Question PCIE to NVME adapter not reaching full speed of pcie 2.0 X4

computer23

Commendable
Oct 25, 2021
18
0
1,510
Hi there, I have installed a sabrent adapter for pcie to nvme in which I have installed a samsung 990 pro, which according to its specs should be reaching the full speeds of pcie 2.0, however, when I run tests on the drive in crystal disk mark, these speeds are not reached, and only reached up to 75-80% of the maximum speeds that pcie 2.0 can give, which is 2000mb/s .I would like to know if there is a solution to this problem, and what could the cause be. The drive is running in pcie 2.0 - pcie 4.0 transfer mode.
Thanks.

Adapter in question:
 
Last edited by a moderator:
Solution
I have installed a samsung 990 pro, which according to its specs should be reaching the full speeds of pcie 2.0, however, when I run tests on the drive in crystal disk mark, these speeds are not reached, and only reached up to 75-80% of the maximum speeds that pcie 2.0 can give, which is 2000mb/s .
PCIE 2.0 x4 mode will give you ~ 1700MB/s bandwidth for NVME drive.
2000MB/s is max theoretical bandwidth for PCIE 2.0 x4. You have to account for PCIE protocol/ encoding overhead also.
I would like to know if there is a solution to this problem, and what could the cause be.
There is no actual problem. It's working as designed.
Want more bandwidth, then upgrade PCIE connection to PCIE 3.0 or PCIE 4.0.
That probably requires a...
I have installed a samsung 990 pro, which according to its specs should be reaching the full speeds of pcie 2.0, however, when I run tests on the drive in crystal disk mark, these speeds are not reached, and only reached up to 75-80% of the maximum speeds that pcie 2.0 can give, which is 2000mb/s .
PCIE 2.0 x4 mode will give you ~ 1700MB/s bandwidth for NVME drive.
2000MB/s is max theoretical bandwidth for PCIE 2.0 x4. You have to account for PCIE protocol/ encoding overhead also.
I would like to know if there is a solution to this problem, and what could the cause be.
There is no actual problem. It's working as designed.
Want more bandwidth, then upgrade PCIE connection to PCIE 3.0 or PCIE 4.0.
That probably requires a new motherboard.
 
Solution

kanewolf

Titan
Moderator
PCIE 2.0 x4 mode will give you ~ 1700MB/s bandwidth for NVME drive.
2000MB/s is max theoretical bandwidth for PCIE 2.0 x4. You have to account for encoding overhead also.

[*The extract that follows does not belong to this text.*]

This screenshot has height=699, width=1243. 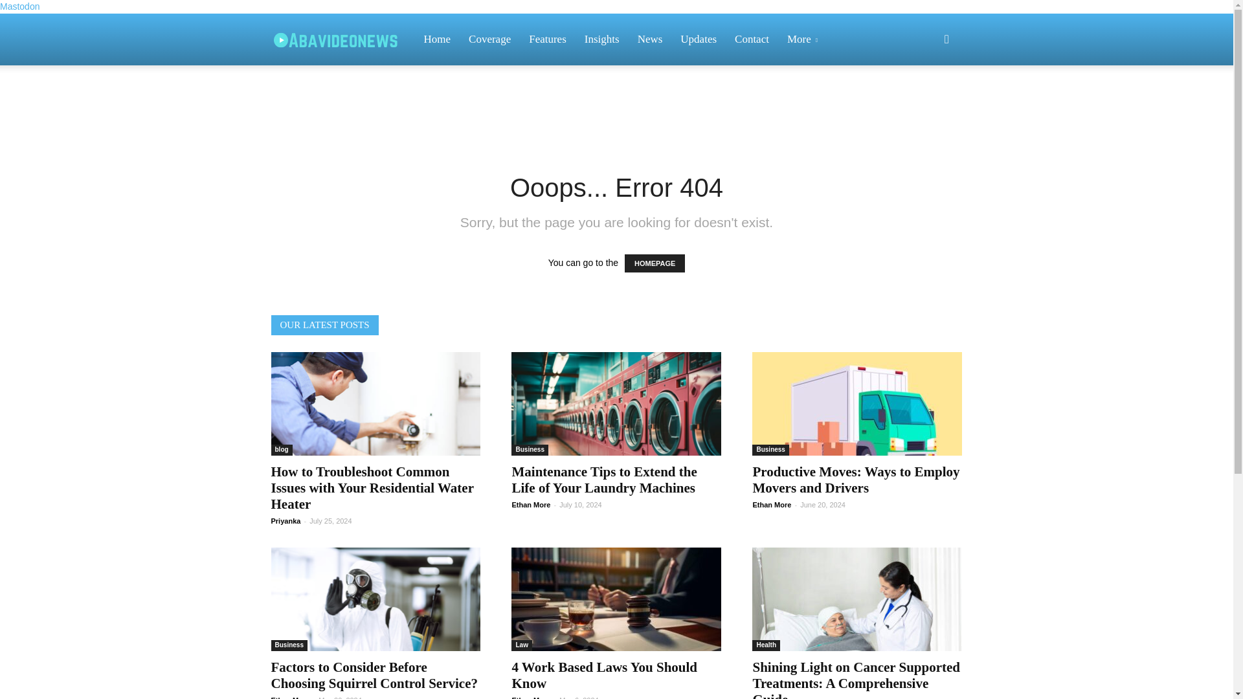 What do you see at coordinates (698, 39) in the screenshot?
I see `Updates` at bounding box center [698, 39].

There is no actual problem. It's working as designed.
Want more bandwidth, then upgrade PCIE connection to PCIE 3.0 or PCIE 4.0.
That probably requires a new motherboard.
AND, you won't notice ANY difference. Benchmark numbers might improve, your real world experience won't change because the difference is too small to detect in normal usage.
 

computer23

Commendable
Oct 25, 2021
18
0
1,510
Thanks, it makes sense now.
PCIE 2.0 x4 mode will give you ~ 1700MB/s bandwidth for NVME drive.
2000MB/s is max theoretical bandwidth for PCIE 2.0 x4. You have to account for PCIE protocol/ encoding overhead also.

There is no actual problem. It's working as designed.
Want more bandwidth, then upgrade PCIE connection to PCIE 3.0 or PCIE 4.0.
That probably requires a new motherboard.